As always, the business press offers a more honest account of the real questions faced in this war. “Executives of US oil companies are conferring with officials at the White House, the Department of Defense and the State Department to figure out how to best jump-start Iraq’s oil industry following a war,” Thaddeus Herrick reports in the Wall Street Journal. “With oil reserves second only to Saudi Arabia’s, Iraq would offer the oil industry enormous opportunity should a war topple Saddam Hussein,” an opportunity that will likely go, incidentally, to “oil services firms such as Halliburton Co., where Vice-President Dick Cheney formerly served as Chief Executive for what could be as much as $1.5 billion in contracts.” But in case anyone might get the wrong idea, Larry Goldstein, “president of the Petroleum Industry Research Foundation in New York”, an industry lobby group, dismisses any misconceptions: “If we go to war, it’s not about oil,” he explains. “But the day the war ends, it has everything to do with oil.” (“U.S. Oil Wants to work in Iraq,” WSJ, January 16 2003).

The background illustrates a Western policy guided by narrow self-interest that is easy enough to document and denounce; what is more difficult is to capture in words is just how much suffering it has caused.

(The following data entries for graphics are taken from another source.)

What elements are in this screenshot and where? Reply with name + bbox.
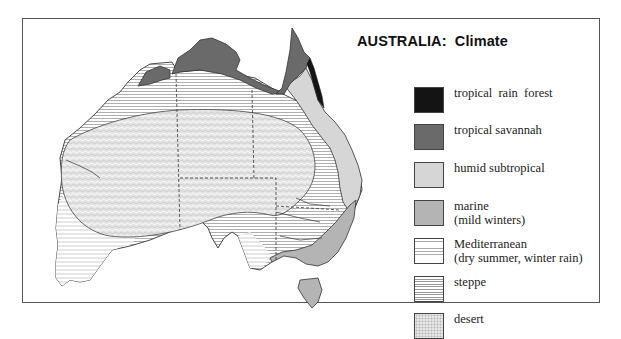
legend-sublabel: (dry summer, winter rain): [454, 251, 583, 265]
swatch-tropical-savannah: [414, 124, 444, 150]
swatch-tropical-rain-forest: [414, 87, 444, 113]
swatch-mediterranean: [414, 238, 444, 264]
map-title: AUSTRALIA: Climate: [357, 33, 508, 49]
legend-label: humid subtropical: [454, 161, 545, 175]
legend-label: marine: [454, 199, 489, 213]
swatch-desert: [414, 313, 444, 339]
legend-label: Mediterranean: [454, 237, 527, 251]
legend-label: tropical savannah: [454, 123, 542, 137]
swatch-marine: [414, 200, 444, 226]
legend-label: tropical rain forest: [454, 86, 553, 100]
swatch-steppe: [414, 276, 444, 302]
region-tasmania-marine: [298, 278, 322, 308]
legend-sublabel: (mild winters): [454, 213, 525, 227]
legend-label: steppe: [454, 275, 486, 289]
swatch-humid-subtropical: [414, 162, 444, 188]
legend-label: desert: [454, 312, 484, 326]
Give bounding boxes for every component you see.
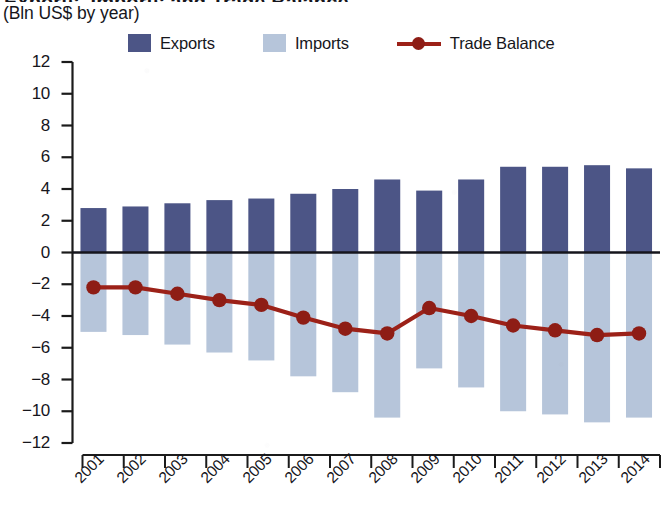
- x-axis-labels: 2001200220032004200520062007200820092010…: [0, 0, 668, 506]
- x-tick-label-2007: 2007: [323, 450, 360, 487]
- plot-area: 121086420−2−4−6−8−10−12 2001200220032004…: [0, 0, 668, 506]
- x-tick-label-2002: 2002: [113, 450, 150, 487]
- x-tick-label-2001: 2001: [71, 450, 108, 487]
- x-tick-label-2009: 2009: [407, 450, 444, 487]
- x-tick-label-2011: 2011: [491, 451, 527, 487]
- x-tick-label-2014: 2014: [617, 450, 654, 487]
- x-tick-label-2004: 2004: [197, 450, 234, 487]
- x-tick-label-2010: 2010: [449, 450, 486, 487]
- x-tick-label-2008: 2008: [365, 450, 402, 487]
- x-tick-label-2012: 2012: [533, 450, 570, 487]
- x-tick-label-2003: 2003: [155, 450, 192, 487]
- x-tick-label-2013: 2013: [575, 450, 612, 487]
- x-tick-label-2005: 2005: [239, 450, 276, 487]
- x-tick-label-2006: 2006: [281, 450, 318, 487]
- trade-chart: Exports, Imports and Trade Balance (Bln …: [0, 0, 668, 506]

One does not have to venture into the devastated hospitals and decaying infrastructure of Iraqi society to get an idea ­ it is beyond words to look at pictures of Iraqi babies born with severe deformities due to exposure to depleted uranium from US bombing . Under US/UK-led sanctions and periodic bombings since the Gulf War, 400,000 Iraqi civilians have lost their lives, taking the conservative estimates. A comprehensive August 2002 report by 13 religious and non-governmental associations conducted in partnership with Save the Children (UK) on the humanitarian consequences of the Iraqi sanctions notes that while Saddam’s regime holds considerable responsibility for the suffering in his country, “many” of its problems “can be attributed to the sanctions.” The bombings have caused “Electricity shortages, [which] in addition to shutting down water-treatment, seriously disrupt hospital care Sanctions also result in shortages of medical equipment and spare parts, blockages of certain important medicines, shortages of skilled medical staff, and more.” The health crisis that Iraqis endure is worsened by “sanctions that deepen that crisis as a cause and also block measures that could mitigate it through public health measures and curative medical procedures.”

An attack launched on Iraq would only increase this suffering. “This is going to be a major undertaking for us,” the World Food Programme’s Khaled Mansour tells the Associated Press of the likely humanitarian effort required in event of an attack. “This is not going to be a small crisis from the humanitarian perspective. The need will be huge, because the population is already highly vulnerable.” (Timothy Appleby, Associated Press/Globe and Mail, Jan. 15).

That there is even a question of whether we are to participate in bringing about this crisis is shameful in itself; a telling indication of the direction that “universal democracy” and “collective peace” have taken under its Western leadership. Whether these values can come to have some remote meaning today certainly begins with the ongoing efforts to oppose the planned attack on Iraq. This opposition is crucial — given our leaders’ overall indifference to whatever real dangers face either us or the intended victims, our public dissent stands as the only real chance to ensure that our destructive polices do not continue on their well-established course.